NCIS - Friday February 8
23 Jan five's blog | Email this page | 457 reads
ncis
smoked (10/24)
Continuing this evening is the fourth season of the hit drama series following a team of special agents who investigate Navy and Marine Corps-related crimes. Tonight, the team struggles to identify a mummified corpse found lodged in a chimney on a naval base. The case takes a sinister turn when a pair of FBI agents arrive and inform Gibbs that the dead man was wanted for the deaths of 14 women over a 12-year period.
Gibbs and the gang have a mystery on their hands when they are called to a marine base where a mummified body has dropped out of a chimney. Builders discovered the body while working at the base’s high school. Ducky reports that the corpse was almost perfectly preserved by smoke from the furnace. “He was quite literally smoked inside that chimney... like a fine cut of meat,” he says.
Ducky suggests the man may have died five to six years ago, and Abby finds a match to the victim’s fingerprints in the national criminal database – only to discover the record is being deleted by another user. “Looks like some agency doesn’t want us to know who your mummy is, Gibbs,” she tells him.
The team soon realises who deleted the file when a pair of FBI agents arrive and attempt to seize control of the case. Special Agent TC Fornell (Joe Spano, ‘NYPD Blue’, ‘Hill Street Blues’) and his partner, Ron Sacks, tell Gibbs that they believe the man is a serial killer who preyed on women. “Fourteen kills – all of them drugged, strangled, left to rot,” Fornell says.

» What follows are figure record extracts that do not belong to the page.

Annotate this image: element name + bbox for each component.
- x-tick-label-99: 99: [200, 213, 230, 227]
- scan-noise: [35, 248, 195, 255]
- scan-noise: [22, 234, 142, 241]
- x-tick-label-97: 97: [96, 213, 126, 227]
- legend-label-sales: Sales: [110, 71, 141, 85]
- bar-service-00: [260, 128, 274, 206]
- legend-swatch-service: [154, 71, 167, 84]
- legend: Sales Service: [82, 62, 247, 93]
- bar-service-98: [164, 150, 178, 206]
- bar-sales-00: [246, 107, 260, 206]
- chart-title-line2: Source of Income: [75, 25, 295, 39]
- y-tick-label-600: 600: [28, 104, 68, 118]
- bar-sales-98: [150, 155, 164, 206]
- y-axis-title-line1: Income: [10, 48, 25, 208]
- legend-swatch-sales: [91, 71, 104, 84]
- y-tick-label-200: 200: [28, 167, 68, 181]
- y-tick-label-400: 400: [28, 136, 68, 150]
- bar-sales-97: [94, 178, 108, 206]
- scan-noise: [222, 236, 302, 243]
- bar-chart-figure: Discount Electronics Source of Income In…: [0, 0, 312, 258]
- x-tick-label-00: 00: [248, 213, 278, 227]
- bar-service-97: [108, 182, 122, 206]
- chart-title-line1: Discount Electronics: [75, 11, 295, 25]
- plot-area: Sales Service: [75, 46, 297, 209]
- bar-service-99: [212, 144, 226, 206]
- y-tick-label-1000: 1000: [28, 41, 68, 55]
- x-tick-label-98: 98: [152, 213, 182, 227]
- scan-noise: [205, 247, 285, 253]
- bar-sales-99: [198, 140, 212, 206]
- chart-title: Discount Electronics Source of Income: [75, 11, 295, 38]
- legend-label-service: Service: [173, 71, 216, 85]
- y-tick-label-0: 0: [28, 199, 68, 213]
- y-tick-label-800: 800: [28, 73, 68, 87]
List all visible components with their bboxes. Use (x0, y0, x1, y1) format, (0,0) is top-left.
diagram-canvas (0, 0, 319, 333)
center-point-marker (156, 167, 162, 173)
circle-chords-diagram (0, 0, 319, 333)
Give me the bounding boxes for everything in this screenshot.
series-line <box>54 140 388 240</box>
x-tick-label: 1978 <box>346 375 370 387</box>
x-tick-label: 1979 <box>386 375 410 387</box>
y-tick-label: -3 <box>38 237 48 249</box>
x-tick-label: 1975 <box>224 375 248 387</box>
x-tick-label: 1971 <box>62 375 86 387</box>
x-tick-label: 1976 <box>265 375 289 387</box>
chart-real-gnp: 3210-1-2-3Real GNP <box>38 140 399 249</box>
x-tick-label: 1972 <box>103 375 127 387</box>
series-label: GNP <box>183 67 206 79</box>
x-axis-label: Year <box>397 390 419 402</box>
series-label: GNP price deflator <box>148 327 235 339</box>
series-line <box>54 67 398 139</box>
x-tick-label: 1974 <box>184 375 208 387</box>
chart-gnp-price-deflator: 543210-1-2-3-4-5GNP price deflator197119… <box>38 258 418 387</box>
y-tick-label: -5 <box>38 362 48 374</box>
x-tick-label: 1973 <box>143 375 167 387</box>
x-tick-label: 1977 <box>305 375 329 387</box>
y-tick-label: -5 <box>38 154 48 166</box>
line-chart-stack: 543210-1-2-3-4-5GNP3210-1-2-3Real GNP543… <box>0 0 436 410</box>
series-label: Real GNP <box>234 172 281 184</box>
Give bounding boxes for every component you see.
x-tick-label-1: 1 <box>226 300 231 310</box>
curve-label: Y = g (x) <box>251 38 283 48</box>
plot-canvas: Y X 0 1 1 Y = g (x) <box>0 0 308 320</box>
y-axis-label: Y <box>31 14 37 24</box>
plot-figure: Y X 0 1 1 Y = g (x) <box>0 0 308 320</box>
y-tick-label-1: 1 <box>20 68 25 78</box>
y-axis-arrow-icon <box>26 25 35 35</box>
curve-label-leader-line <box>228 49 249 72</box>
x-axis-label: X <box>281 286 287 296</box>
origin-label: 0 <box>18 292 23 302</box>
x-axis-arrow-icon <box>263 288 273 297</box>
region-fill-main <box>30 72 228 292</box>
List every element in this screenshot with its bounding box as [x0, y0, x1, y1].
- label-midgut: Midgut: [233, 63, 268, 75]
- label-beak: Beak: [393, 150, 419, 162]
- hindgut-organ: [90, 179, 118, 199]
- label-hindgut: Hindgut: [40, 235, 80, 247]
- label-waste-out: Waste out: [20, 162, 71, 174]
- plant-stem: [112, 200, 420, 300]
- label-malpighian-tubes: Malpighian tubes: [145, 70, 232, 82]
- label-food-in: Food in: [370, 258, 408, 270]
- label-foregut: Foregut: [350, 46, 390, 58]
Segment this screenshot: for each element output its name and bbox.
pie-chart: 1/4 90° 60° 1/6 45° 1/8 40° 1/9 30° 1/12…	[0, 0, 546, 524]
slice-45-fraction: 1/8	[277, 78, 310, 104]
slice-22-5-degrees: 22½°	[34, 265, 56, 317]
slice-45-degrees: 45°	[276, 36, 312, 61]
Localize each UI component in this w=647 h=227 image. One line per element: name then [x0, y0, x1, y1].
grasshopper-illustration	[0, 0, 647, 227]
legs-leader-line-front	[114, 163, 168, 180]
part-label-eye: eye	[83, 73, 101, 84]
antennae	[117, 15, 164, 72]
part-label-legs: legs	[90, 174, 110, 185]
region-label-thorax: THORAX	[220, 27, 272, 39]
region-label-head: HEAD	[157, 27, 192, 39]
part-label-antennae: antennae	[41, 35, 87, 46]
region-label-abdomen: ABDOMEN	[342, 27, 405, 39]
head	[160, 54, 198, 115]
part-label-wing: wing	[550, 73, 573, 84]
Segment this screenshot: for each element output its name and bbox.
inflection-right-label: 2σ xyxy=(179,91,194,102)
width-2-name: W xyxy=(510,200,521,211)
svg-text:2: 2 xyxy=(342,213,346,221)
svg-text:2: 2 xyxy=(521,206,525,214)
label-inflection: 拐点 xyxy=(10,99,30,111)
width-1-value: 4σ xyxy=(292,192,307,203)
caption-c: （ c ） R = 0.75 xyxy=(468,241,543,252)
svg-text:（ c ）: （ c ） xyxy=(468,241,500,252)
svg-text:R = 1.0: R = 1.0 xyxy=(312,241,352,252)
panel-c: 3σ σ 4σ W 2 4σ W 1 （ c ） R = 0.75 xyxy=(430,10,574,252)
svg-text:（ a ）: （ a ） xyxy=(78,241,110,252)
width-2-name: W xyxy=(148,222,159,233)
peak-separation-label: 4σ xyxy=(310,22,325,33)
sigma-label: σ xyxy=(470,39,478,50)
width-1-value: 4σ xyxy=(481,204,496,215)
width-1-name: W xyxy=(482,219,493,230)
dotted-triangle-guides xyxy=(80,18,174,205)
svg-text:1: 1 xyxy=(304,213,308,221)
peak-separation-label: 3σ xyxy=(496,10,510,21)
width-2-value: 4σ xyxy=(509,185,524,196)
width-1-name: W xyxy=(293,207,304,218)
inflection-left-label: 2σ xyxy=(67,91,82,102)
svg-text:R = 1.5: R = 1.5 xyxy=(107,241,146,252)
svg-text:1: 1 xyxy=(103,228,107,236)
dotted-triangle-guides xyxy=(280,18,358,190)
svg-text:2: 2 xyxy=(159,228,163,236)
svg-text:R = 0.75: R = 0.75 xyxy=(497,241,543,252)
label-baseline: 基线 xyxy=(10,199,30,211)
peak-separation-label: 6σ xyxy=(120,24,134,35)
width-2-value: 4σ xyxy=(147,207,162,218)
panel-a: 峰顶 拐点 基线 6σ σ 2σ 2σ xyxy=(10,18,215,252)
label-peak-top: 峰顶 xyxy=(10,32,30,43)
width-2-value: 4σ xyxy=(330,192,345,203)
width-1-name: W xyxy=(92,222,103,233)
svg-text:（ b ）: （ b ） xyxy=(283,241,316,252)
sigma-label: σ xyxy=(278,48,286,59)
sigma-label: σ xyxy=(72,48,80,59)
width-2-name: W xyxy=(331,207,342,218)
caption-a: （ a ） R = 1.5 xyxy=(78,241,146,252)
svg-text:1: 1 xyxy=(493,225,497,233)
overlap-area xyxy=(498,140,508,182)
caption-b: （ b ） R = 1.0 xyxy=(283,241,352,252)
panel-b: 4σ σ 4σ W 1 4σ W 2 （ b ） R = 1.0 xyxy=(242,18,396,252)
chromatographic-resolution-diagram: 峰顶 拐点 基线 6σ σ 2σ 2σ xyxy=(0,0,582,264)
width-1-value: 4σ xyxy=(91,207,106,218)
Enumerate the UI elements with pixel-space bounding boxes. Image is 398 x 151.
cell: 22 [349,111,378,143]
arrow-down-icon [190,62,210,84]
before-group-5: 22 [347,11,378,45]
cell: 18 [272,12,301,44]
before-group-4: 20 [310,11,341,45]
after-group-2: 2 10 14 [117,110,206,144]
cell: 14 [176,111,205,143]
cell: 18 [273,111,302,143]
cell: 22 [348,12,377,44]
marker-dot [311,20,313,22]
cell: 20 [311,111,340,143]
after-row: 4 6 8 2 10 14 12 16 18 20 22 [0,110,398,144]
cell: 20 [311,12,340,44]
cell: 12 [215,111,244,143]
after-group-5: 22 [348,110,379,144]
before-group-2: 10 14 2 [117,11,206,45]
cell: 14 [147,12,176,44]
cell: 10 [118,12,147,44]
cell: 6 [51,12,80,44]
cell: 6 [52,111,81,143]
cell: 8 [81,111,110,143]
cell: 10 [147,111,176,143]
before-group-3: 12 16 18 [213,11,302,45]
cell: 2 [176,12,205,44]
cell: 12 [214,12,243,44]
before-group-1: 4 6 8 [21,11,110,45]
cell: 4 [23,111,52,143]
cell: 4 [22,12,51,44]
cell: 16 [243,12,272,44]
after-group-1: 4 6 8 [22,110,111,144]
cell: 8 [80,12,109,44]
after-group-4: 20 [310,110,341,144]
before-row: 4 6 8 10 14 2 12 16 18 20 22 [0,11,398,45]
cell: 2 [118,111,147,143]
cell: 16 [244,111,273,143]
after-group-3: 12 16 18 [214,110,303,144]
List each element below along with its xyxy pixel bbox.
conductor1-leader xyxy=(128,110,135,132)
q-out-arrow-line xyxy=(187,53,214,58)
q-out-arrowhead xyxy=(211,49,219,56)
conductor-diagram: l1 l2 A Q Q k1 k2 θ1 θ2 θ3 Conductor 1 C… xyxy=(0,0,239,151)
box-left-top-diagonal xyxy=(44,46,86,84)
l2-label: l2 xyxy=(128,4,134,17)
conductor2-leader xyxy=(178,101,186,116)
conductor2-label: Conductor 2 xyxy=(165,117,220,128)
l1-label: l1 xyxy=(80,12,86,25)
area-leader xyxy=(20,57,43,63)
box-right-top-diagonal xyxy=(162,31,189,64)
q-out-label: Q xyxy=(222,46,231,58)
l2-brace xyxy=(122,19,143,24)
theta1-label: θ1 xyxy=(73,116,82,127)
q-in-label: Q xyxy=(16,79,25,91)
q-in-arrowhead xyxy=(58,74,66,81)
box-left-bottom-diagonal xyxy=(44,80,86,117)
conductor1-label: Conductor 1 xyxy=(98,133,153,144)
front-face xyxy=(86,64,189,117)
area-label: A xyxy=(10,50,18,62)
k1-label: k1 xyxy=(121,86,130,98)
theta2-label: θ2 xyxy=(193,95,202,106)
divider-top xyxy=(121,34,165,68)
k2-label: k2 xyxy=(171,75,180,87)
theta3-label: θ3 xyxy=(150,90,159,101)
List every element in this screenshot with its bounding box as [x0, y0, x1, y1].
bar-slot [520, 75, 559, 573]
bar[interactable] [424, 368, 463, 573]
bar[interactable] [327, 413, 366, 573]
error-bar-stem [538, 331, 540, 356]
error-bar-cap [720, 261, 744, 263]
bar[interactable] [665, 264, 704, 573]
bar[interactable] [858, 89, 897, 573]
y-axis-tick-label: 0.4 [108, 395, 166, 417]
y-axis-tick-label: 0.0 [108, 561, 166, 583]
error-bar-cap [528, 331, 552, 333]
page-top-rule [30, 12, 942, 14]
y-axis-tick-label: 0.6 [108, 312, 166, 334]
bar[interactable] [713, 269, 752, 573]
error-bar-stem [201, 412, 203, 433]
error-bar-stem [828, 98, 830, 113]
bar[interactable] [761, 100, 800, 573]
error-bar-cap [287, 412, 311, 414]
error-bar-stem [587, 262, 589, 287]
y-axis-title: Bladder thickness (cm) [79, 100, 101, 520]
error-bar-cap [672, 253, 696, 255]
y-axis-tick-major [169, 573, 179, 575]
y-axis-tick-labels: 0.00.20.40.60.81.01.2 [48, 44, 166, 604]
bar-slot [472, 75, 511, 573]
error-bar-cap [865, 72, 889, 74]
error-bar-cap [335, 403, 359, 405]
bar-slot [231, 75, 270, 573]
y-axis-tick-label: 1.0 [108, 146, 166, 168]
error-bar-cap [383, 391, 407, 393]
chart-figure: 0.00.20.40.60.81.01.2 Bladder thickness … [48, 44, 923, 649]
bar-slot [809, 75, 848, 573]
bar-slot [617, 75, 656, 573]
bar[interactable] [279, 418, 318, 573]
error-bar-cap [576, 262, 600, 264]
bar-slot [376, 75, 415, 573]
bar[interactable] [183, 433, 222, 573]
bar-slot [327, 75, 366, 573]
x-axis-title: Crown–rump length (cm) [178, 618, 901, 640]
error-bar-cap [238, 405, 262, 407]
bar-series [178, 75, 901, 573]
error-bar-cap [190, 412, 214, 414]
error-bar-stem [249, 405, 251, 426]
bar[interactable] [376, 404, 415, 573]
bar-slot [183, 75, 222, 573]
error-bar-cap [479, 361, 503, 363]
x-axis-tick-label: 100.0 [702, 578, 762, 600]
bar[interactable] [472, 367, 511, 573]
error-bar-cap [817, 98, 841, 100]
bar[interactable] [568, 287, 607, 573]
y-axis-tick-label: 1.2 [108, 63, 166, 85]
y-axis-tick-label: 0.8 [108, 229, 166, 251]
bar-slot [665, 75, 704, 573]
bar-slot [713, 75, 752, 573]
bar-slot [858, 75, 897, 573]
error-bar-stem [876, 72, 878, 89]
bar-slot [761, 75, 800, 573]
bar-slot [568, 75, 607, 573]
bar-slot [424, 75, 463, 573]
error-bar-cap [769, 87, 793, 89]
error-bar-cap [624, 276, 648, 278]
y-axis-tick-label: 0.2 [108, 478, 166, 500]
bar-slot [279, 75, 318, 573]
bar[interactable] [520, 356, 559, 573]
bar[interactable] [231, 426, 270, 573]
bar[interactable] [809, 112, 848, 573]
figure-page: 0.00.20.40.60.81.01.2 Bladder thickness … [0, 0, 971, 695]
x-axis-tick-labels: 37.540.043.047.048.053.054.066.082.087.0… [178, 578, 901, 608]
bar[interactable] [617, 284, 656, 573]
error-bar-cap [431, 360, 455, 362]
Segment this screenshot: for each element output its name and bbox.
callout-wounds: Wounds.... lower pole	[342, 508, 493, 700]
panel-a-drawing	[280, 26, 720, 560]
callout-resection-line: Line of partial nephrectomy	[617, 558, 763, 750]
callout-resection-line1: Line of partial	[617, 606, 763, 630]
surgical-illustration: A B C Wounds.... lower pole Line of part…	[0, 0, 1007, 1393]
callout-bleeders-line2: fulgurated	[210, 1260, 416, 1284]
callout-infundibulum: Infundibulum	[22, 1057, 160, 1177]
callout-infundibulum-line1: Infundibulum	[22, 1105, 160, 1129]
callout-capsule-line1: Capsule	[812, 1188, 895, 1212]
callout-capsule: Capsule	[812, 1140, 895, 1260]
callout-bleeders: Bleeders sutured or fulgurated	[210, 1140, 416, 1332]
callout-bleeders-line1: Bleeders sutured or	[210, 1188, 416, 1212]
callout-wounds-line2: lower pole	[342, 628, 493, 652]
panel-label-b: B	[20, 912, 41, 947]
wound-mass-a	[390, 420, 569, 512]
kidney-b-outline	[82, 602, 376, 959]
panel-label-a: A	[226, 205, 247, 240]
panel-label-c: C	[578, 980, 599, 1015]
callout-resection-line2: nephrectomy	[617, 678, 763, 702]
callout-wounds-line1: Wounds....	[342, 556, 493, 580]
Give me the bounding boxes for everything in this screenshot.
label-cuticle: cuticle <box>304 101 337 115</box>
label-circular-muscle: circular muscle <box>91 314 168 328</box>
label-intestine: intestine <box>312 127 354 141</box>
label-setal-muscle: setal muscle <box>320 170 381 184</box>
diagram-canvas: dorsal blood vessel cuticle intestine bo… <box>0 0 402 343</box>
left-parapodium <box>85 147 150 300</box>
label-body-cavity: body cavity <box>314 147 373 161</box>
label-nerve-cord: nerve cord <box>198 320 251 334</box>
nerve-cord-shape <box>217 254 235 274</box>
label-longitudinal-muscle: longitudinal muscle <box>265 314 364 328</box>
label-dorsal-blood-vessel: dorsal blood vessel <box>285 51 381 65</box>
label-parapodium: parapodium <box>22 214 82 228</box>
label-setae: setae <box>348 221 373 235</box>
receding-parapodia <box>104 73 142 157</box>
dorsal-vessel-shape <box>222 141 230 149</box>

The killer’s trademark was to gnaw off the toes of his victims’ left feet – a trait that may explain the severed digit found in the mummy’s stomach.
Gibbs and Fornell agree to work together, and Abby soon provides a breakthrough when her imaging software reconstructs the mummy’s face and matches it to that of a missing person. The dead man is Charles Bright, a building inspector who disappeared five years ago.
When Gibbs and Fornell visit Bright’s widow, Karen, they are shocked to find she bears a likeness to his victims. “A loving husband, murdering and eating women who looked like his wife,” Gibbs muses. A search of the Bright family’s backyard soon unearths four more bodies, and Abby sets about identifying them and establishing their time of death.
Meanwhile, the question remains: how did Bright end up in the chimney? Ducky thinks he has found the smoking gun when he reveals that Bright was stabbed repeatedly by an object resembling a screwdriver. “Somebody killed your serial killer,” Gibbs tells Fornell. Ducky thinks the killer must have been somebody that Bright knew. “How else would someone get close enough to him to stab him to death with a screwdriver?” he asks.
Tony searches for people who had access to the high school at the time Bright disappeared and discovers that Karen Bright worked there as a substitute teacher. The distraught widow is grilled by Gibbs and forced to reveal her terrible secret. “That thing was not my husband,” she whispers. “It had to be stopped!” Have Gibbs and his team smoked out Bright’s killer, or is there more to the case than meets the eye?
Also this week, the gory details of the serial killer’s deeds take their toll on the NCIS crew. Tony turns to his lover for solace, Abby makes friends with a diminutive botanist, and Ziva urges Ducky to patch up his friendship with Gibbs, which has suffered ever since Gibbs’s brief retirement. “You need to cut the guy some slacks,” the idiomatically-challenged agent says. Plus, McGee discovers that his colleagues are less than happy with the way he has portrayed them in his thinly disguised novel about NCIS.